Halo’s Canceled UE5 Multiplayer Game Had the One Feature Fans Have Been Begging For
Jul 14th '26 7:51am:
If you’ve been keeping up with Halo lately, you’ve probably noticed things are a bit chaotic behind the scenes at 343, or Halo Studios, as they call themselves now. Between all the constant rumors about potential remakes for Halo 2 and Halo 3, the community was really waiting to see what was actually coming next in terms of brand-new games. Well, it looks like one of the most talked-about projects has been canned for good.
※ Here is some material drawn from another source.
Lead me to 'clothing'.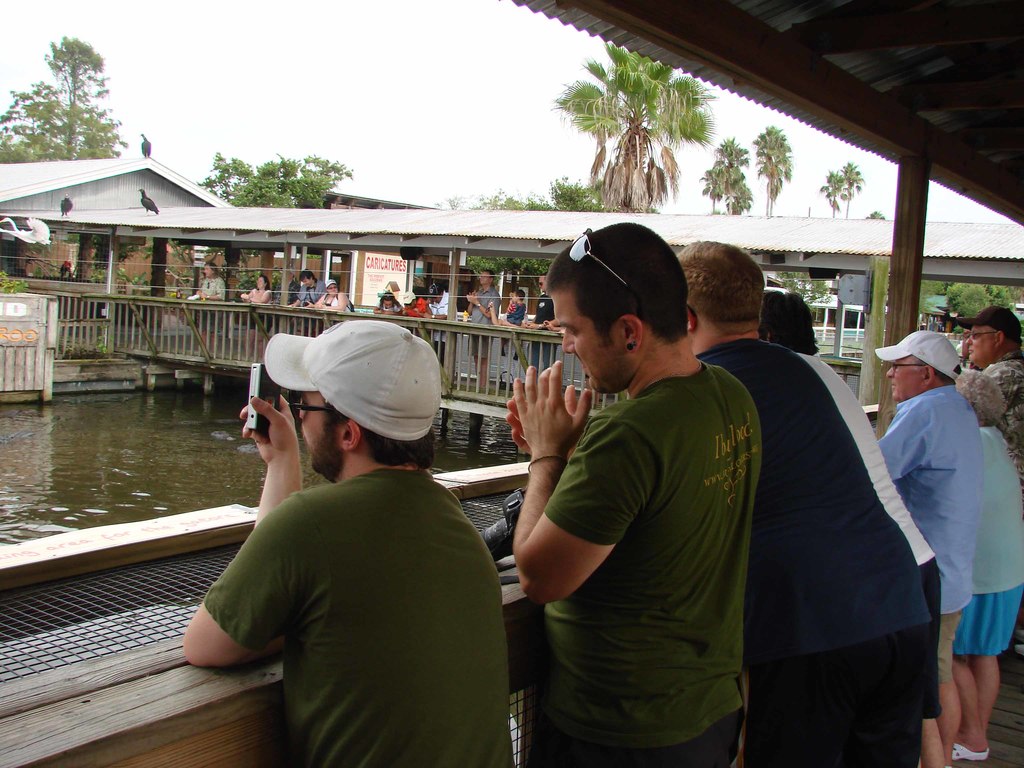
Lead to bbox(296, 278, 326, 305).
The game in question was known internally as Project Ekur. News of the cancellation first started making the rounds through Rebs Gaming, who is usually pretty dialed into the community, and it was quickly confirmed shortly after by Jez Corden over at Windows Central. He basically said he verified the info as one hundred percent true and that development has stopped completely. It is a shame, honestly, because the concept behind this actually sounded pretty cool, at least on paper.
To understand how we got here, we have to go back a bit. Remember Tatanka, that battle royale mode Certain Affinity was making for Halo Infinite that also got canceled? Well, after that fell through, the same developer got the green light to prototype something in Unreal Engine 5. The goal was to see if they could move the old engine's tools and classic assets over to Unreal without losing the visual identity and gameplay that everyone associates with Halo. That prototype ended up becoming Project Ekur.
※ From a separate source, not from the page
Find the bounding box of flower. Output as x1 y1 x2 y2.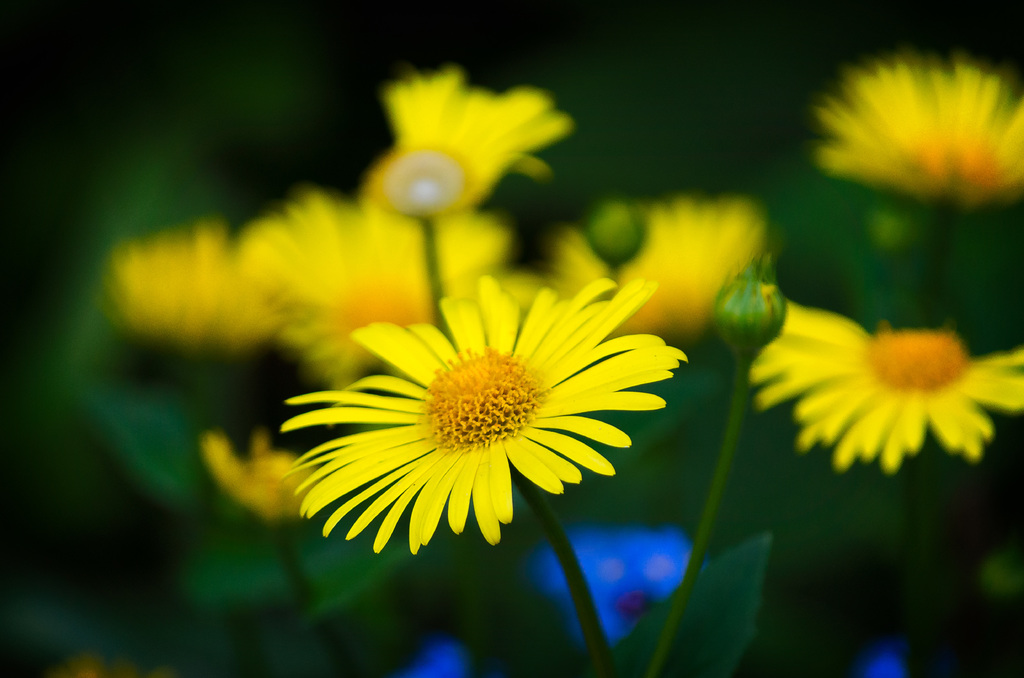
104 222 295 348.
Word is the game had a structure heavily inspired by Halo 5's Warzone mode, mixed in with those extraction mechanics that have been so popular lately. It is clear they wanted to take a gamble on something different, even planning to let players fully customize both Spartans and Elites. But the truth is, Certain Affinity was testing this concept without much certainty on whether the game should be a purely traditional multiplayer or a totally new experience. Maybe that lack of focus is what ultimately led them to scrap the whole thing.
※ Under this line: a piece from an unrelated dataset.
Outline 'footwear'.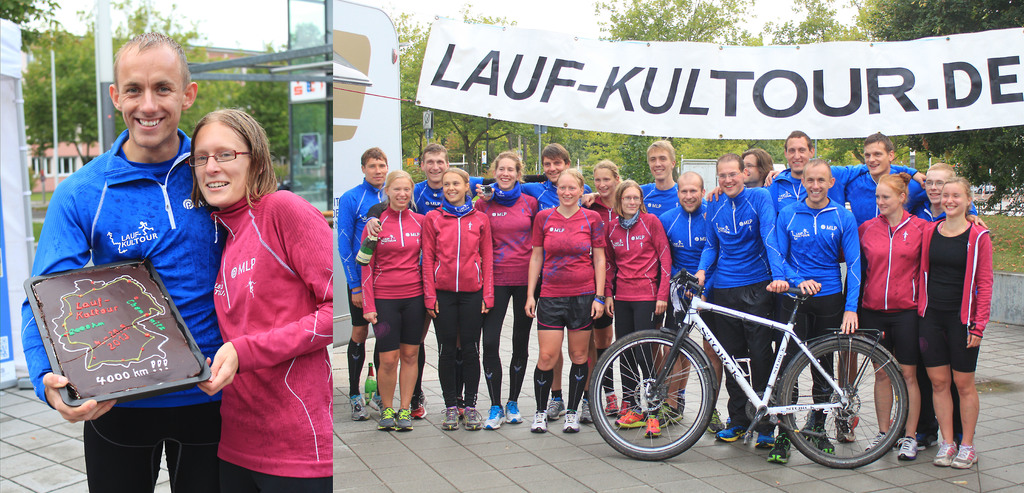
Outline: (x1=413, y1=390, x2=426, y2=416).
What gets me thinking in all of this is where the franchise goes from here. Changing game engines is always a painful, slow process, and maybe they decided it just was not worth burning resources on an experimental multiplayer spin-off when there is so much pressure to deliver a main game that actually blows people away. In the end, it is just another project heading to the "what if" drawer. We will just have to wait and see if those remakes actually happen, or if Halo Studios has another card up their sleeve to show off what Unreal Engine 5 can do.